Showing posts with label fortune cookies. Show all posts
Showing posts with label fortune cookies. Show all posts

Wednesday, March 21, 2012

RIGHT TIME, WRITE PLACE

I am halfway through a week’s staycation. (It tickles me that someone coined a term to compensate for the fact I don’t have the cash to fly to Hawaii. Or drive to Seattle. Or fill my tank of gas. Yep, I’m sticking close to home just because I love it. Disregard the fact that I’m desperately hoping to sell it.)

Instead of lounging by the ocean at a tropical resort, I decided to focus on writing. While I am proud of the fact that I continue to write at least an hour and a half a day five days a week, this week allows extended creative sessions and the chance to get one, perhaps two, projects shipshape for submission.

But three days before the start of my personalized writing retreat, my spark disappeared. I could blame it on the time change or the left-field dramatics at work or a preoccupation with the welfare of Bobbi Kristina Houston Brown, spurred on by top-notch reporting from “Entertainment Tonight”. Whatever the cause, I felt panic which gave way to despair.

I am a fraud.

Not even up to “hack” standards.

Consider the publication of my first novel a fluke.

“As good as it gets” passed four years ago.

The revised staycation itinerary involved wrestling invasive blackberry bushes, finding a remedy for my dog’s bad breath (“Parsley, poochie?”) and renting free DVDs from the town library (Why is “Dumb and Dumber” in the Classics section?!).

Just in time, my luck changed. Maybe it was the fortune cookie forecast that fell from my wallet while I fueled up on another venti at Starbucks: THERE IS NEW HOPE FOR PROJECTS YOU HAD ALMOST GIVEN UP ON. Funny, but I don’t recall receiving that prophecy. I don’t even remember the last time I ate Chinese food.

After my two and a half hour commute home from work including a soggy uphill walk from the ferry, I checked my emails and read a vaguely familiar subject header, preceded by “RE.” After a few seconds, I realized it was a response to an article I’d submitted to Writer’s Digest last summer [July 27, 2011, to be exact.].

I tried to temper excitement with caution while opening the message. Seems my emailed submission got “a bit lost”, only to be recently rediscovered. (Fitting, really. That quote could be my motto!) The more important remarks: “We love it, and would like to run it in our next issue”. The payment? A pittance, but enough to cover a month of lattés.

The 300-word back page article isn’t likely to have New York editors suddenly following me on Twitter, but the email came at the right time, an affirmation that my original staycation agenda is worth pursuing. It’s great when I can work through my own self-doubt, but I can put that pep talk on hold. And the blackberry bushes can continue to overtake my backyard. I’ve got a query letter to write.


▸ **Exercise instructions**: Where the data below has the string "position", return the whole line.

Figure record listings
%%
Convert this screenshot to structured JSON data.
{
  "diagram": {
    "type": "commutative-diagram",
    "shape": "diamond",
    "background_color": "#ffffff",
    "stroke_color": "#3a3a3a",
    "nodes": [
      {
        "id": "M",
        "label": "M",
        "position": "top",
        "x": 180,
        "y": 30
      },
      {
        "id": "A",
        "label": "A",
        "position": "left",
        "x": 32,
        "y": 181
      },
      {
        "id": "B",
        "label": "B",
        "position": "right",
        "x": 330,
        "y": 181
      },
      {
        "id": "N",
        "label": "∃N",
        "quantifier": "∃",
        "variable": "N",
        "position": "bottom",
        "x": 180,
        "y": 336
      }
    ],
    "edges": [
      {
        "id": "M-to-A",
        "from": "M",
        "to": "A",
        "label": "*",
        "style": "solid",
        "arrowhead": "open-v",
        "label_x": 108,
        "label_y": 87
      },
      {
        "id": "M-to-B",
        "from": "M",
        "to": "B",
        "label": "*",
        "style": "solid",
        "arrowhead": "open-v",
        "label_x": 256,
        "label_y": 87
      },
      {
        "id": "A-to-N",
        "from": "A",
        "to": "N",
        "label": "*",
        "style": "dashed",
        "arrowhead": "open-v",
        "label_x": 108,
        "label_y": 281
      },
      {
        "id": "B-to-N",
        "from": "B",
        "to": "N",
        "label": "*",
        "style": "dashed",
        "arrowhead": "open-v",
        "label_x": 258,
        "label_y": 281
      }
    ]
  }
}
%%
%%
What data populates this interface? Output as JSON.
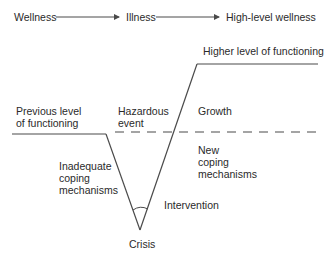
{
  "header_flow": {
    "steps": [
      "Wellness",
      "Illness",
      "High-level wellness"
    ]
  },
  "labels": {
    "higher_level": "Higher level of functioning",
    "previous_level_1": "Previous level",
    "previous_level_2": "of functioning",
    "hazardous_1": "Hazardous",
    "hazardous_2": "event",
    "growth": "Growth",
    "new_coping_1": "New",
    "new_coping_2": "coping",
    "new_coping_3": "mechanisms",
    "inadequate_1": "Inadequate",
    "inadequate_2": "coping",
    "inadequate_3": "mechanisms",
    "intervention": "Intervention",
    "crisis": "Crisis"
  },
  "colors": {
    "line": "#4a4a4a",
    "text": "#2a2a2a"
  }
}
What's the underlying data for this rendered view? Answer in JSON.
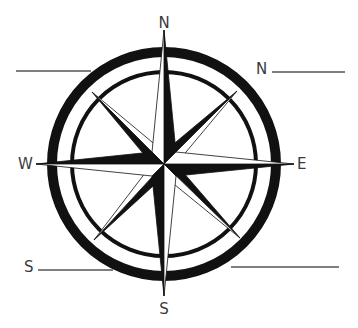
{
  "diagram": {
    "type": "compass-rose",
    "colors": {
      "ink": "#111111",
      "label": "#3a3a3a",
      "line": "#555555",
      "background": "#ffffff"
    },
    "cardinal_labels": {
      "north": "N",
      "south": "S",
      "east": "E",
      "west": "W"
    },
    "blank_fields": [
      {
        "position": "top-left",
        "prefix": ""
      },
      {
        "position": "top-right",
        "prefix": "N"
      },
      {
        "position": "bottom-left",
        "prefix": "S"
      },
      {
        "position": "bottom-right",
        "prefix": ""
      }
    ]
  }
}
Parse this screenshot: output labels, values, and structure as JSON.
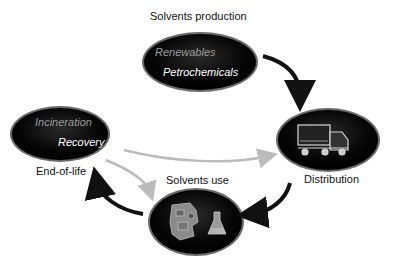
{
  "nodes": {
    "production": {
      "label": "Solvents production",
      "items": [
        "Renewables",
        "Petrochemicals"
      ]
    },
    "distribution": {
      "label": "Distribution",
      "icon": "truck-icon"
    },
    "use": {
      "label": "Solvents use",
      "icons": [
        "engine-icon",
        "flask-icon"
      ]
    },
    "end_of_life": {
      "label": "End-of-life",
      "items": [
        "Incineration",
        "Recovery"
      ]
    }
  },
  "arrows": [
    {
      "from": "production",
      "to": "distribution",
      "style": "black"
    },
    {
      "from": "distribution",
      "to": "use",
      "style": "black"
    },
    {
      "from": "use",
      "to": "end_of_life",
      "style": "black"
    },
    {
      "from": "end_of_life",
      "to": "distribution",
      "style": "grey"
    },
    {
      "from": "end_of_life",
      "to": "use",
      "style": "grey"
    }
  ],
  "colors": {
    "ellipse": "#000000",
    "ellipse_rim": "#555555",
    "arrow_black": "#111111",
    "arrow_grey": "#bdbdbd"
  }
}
%%
%%
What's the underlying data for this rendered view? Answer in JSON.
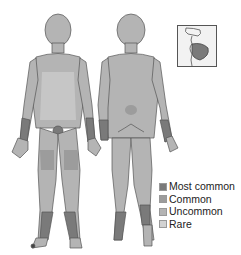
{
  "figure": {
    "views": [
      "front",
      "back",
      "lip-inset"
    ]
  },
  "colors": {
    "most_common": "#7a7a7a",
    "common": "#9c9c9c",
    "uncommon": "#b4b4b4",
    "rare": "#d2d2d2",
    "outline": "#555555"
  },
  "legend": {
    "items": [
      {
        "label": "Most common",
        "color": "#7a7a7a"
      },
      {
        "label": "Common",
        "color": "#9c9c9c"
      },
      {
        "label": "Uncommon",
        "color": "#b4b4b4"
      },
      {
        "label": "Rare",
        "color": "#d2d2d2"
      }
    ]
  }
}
%%
▸ **The completed task**:
        "position": "top",
        "position": "left",
        "position": "right",
        "position": "bottom",
        "position": "top-left",
        "position": "top-right",
        "position": "bottom-left",
        "position": "bottom-right",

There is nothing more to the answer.